NASA’s Mars Reconnaissance Orbiter (MRO) has snapped a stunning new image of the surface of the red planet, showing a small mesa surrounded by sand dunes in the Noctis Labyrinthyus region, which is located in the western end of the Valles Marineris canyon system. The image was captured using the MRO’s High Resolution Imaging Science Experiment (HiRISE) camera.

“Heavily eroded, with clusters of boulders and sand dunes on its surface, this layered mesa is probably comprised of sedimentary deposits that are being exhumed as it erodes,” NASA said in a statement accompanying the image. “The layers themselves are visible as faint bands along the lower left edge of the mesa.”

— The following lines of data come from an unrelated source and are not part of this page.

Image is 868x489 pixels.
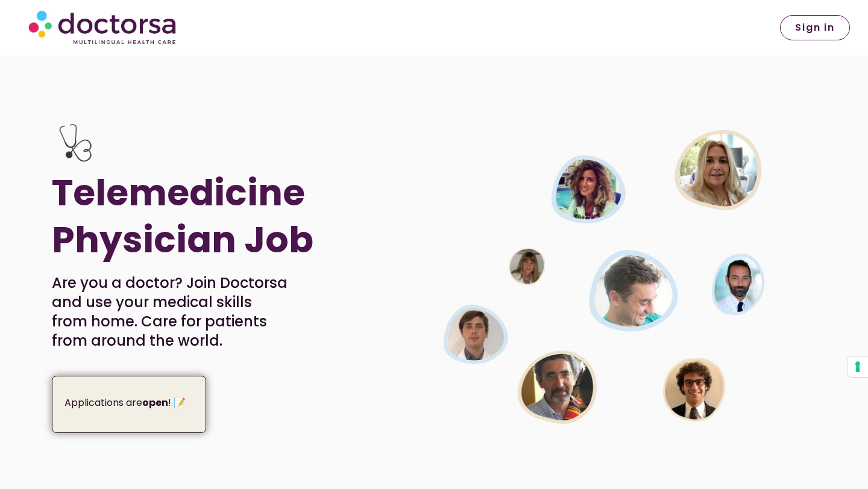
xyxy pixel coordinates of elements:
[795,23,835,32] span: Sign in
[52,170,360,263] h1: Telemedicine Physician Job
[65,395,197,411] p: Applications are ! 📝
[780,15,850,41] a: Sign in
[52,274,289,350] p: Are you a doctor? Join Doctorsa and use your medical skills from home. Care for patients from aro...
[847,356,868,377] button: Your consent preferences for tracking technologies
[142,396,168,410] strong: open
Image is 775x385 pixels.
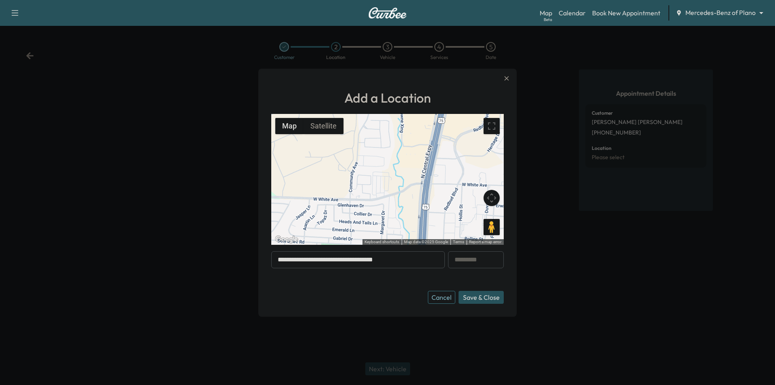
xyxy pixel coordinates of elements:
img: Curbee Logo [368,7,407,19]
button: Drag Pegman onto the map to open Street View [484,219,500,235]
a: Book New Appointment [592,8,661,18]
h1: Add a Location [271,88,504,107]
button: Cancel [428,291,455,304]
button: Map camera controls [484,190,500,206]
button: Show satellite imagery [304,118,344,134]
a: Calendar [559,8,586,18]
div: Beta [544,17,552,23]
img: Google [273,234,300,245]
a: Report a map error [469,239,502,244]
a: Terms (opens in new tab) [453,239,464,244]
a: MapBeta [540,8,552,18]
span: Map data ©2025 Google [404,239,448,244]
span: Mercedes-Benz of Plano [686,8,756,17]
a: Open this area in Google Maps (opens a new window) [273,234,300,245]
button: Save & Close [459,291,504,304]
button: Toggle fullscreen view [484,118,500,134]
button: Show street map [275,118,304,134]
button: Keyboard shortcuts [365,239,399,245]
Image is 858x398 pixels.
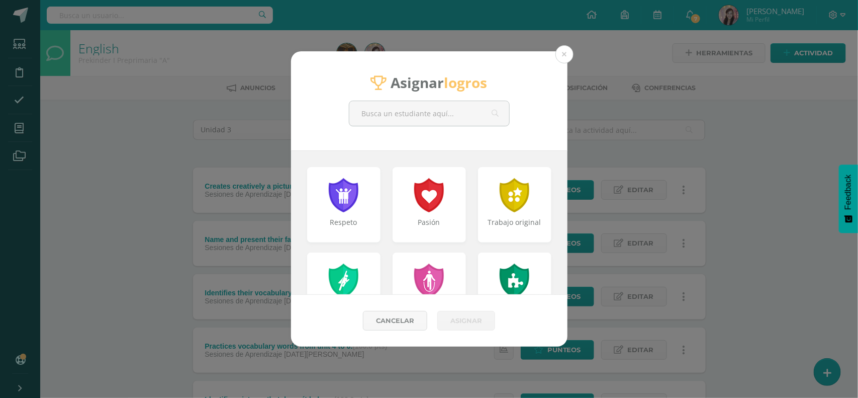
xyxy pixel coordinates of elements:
[844,174,853,210] span: Feedback
[391,73,488,92] span: Asignar
[479,217,550,237] div: Trabajo original
[349,101,509,126] input: Busca un estudiante aquí...
[394,217,465,237] div: Pasión
[308,217,380,237] div: Respeto
[839,164,858,233] button: Feedback - Mostrar encuesta
[555,45,574,63] button: Close (Esc)
[444,73,488,92] strong: logros
[363,311,427,330] a: Cancelar
[437,311,495,330] button: Asignar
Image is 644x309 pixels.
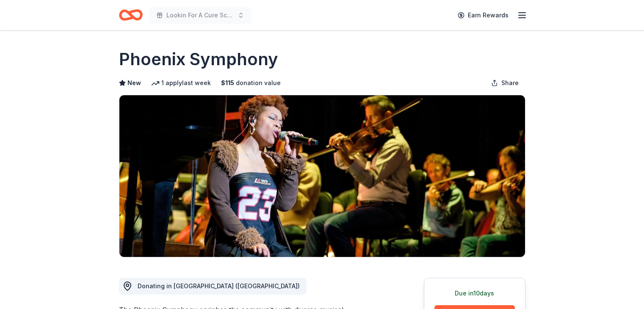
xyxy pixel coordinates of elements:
[236,78,281,88] span: donation value
[453,8,514,23] a: Earn Rewards
[434,289,515,299] div: Due in 10 days
[119,5,143,25] a: Home
[166,10,234,20] span: Lookin For A Cure Scottsdale
[128,78,141,88] span: New
[151,78,211,88] div: 1 apply last week
[149,7,251,24] button: Lookin For A Cure Scottsdale
[221,78,234,88] span: $ 115
[119,48,278,71] h1: Phoenix Symphony
[501,78,518,88] span: Share
[119,95,525,257] img: Image for Phoenix Symphony
[484,75,525,91] button: Share
[138,282,300,289] span: Donating in [GEOGRAPHIC_DATA] ([GEOGRAPHIC_DATA])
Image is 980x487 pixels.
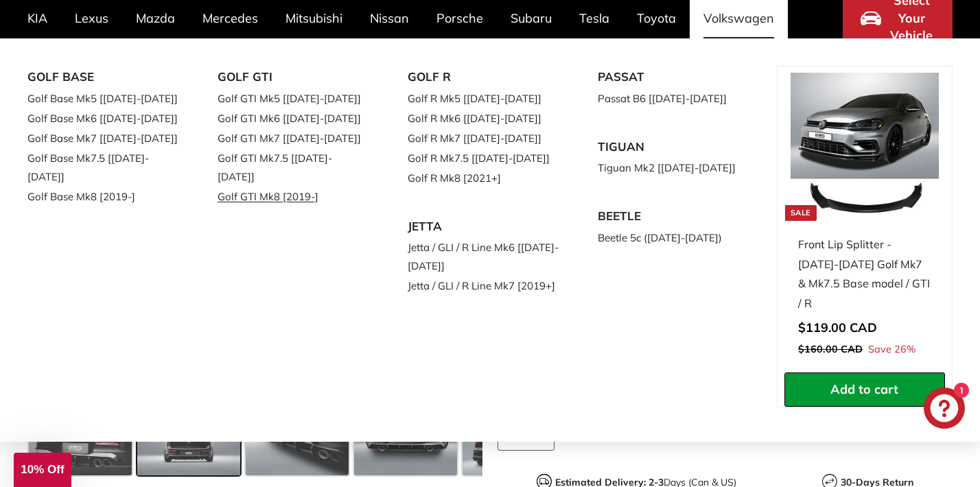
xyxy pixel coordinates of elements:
a: Golf R Mk8 [2021+] [408,168,559,188]
a: Jetta / GLI / R Line Mk6 [[DATE]-[DATE]] [408,238,559,276]
div: 10% Off [14,453,71,487]
a: Passat B6 [[DATE]-[DATE]] [598,89,750,108]
a: Golf GTI Mk5 [[DATE]-[DATE]] [218,89,369,108]
a: Tiguan Mk2 [[DATE]-[DATE]] [598,158,750,178]
span: 10% Off [21,463,64,476]
a: Beetle 5c ([DATE]-[DATE]) [598,228,750,248]
a: Golf R Mk7.5 [[DATE]-[DATE]] [408,148,559,168]
a: Golf R Mk7 [[DATE]-[DATE]] [408,128,559,148]
a: Golf Base Mk8 [2019-] [27,187,180,207]
a: JETTA [408,215,559,239]
span: Add to cart [830,381,899,397]
a: Golf R Mk5 [[DATE]-[DATE]] [408,89,559,108]
a: Golf Base Mk6 [[DATE]-[DATE]] [27,108,180,128]
a: Golf GTI Mk8 [2019-] [218,187,369,207]
a: Golf GTI Mk7 [[DATE]-[DATE]] [218,128,369,148]
a: GOLF GTI [218,66,369,89]
a: Jetta / GLI / R Line Mk7 [2019+] [408,276,559,296]
a: Golf Base Mk5 [[DATE]-[DATE]] [27,89,180,108]
a: TIGUAN [598,136,750,159]
button: Add to cart [785,372,945,407]
a: GOLF BASE [27,66,180,89]
a: BEETLE [598,205,750,228]
span: Save 26% [869,341,916,359]
a: Golf GTI Mk6 [[DATE]-[DATE]] [218,108,369,128]
div: Sale [785,205,817,221]
a: Golf GTI Mk7.5 [[DATE]-[DATE]] [218,148,369,187]
inbox-online-store-chat: Shopify online store chat [920,388,969,432]
a: Golf Base Mk7 [[DATE]-[DATE]] [27,128,180,148]
a: Golf Base Mk7.5 [[DATE]-[DATE]] [27,148,180,187]
div: Front Lip Splitter - [DATE]-[DATE] Golf Mk7 & Mk7.5 Base model / GTI / R [798,234,932,313]
a: GOLF R [408,66,559,89]
a: Sale Front Lip Splitter - [DATE]-[DATE] Golf Mk7 & Mk7.5 Base model / GTI / R Save 26% [785,66,945,372]
a: Golf R Mk6 [[DATE]-[DATE]] [408,108,559,128]
span: $119.00 CAD [798,320,877,336]
a: PASSAT [598,66,750,89]
span: $160.00 CAD [798,343,863,356]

This image from NASA's Mars Reconnaissance Orbiter shows a small mesa, one of several surrounded by sand dunes in Noctis Labyrinthyus, Photo: NASA/JPL-Caltech/Univ. of Arizona


The MRO has been orbiting the red planet since 2006, and has beamed back striking photos of Mars to Earth every month. Most recently, on Tuesday, NASA released an image of Melas Basin taken by the orbiter showing layered deposits of sediments. The space agency said that the image, which shows a cluster of steeply inclined light-toned layers bounded above and below by “unconformities,” is indicative of a “break” during which erosion of pre-existing layers was taking place at a higher rate than deposition of new materials.

Last August, NASA published its largest dump of images captured by the MRO’s HiRise camera, releasing a cache of over 1,000 photos that show the Martian surface in all its glory — from dunes and craters to mountains and ice caps.

All the photos in the image dump were taken in May, when Mars experienced its equinox — a period during a planet’s orbit when the sun shines directly on its equator, lighting up both its poles. Coincidentally, as Alfred McEwen, the director of the Planetary Image Research Laboratory, explained to Popular Science at the time, the equinox overlapped with the period when Mars and the sun were on the opposite sides of Earth — a phenomenon that facilitates unobstructed communication between the MRO and ground control.

The entire collection of images captured so far by the HiRise camera can be viewed here.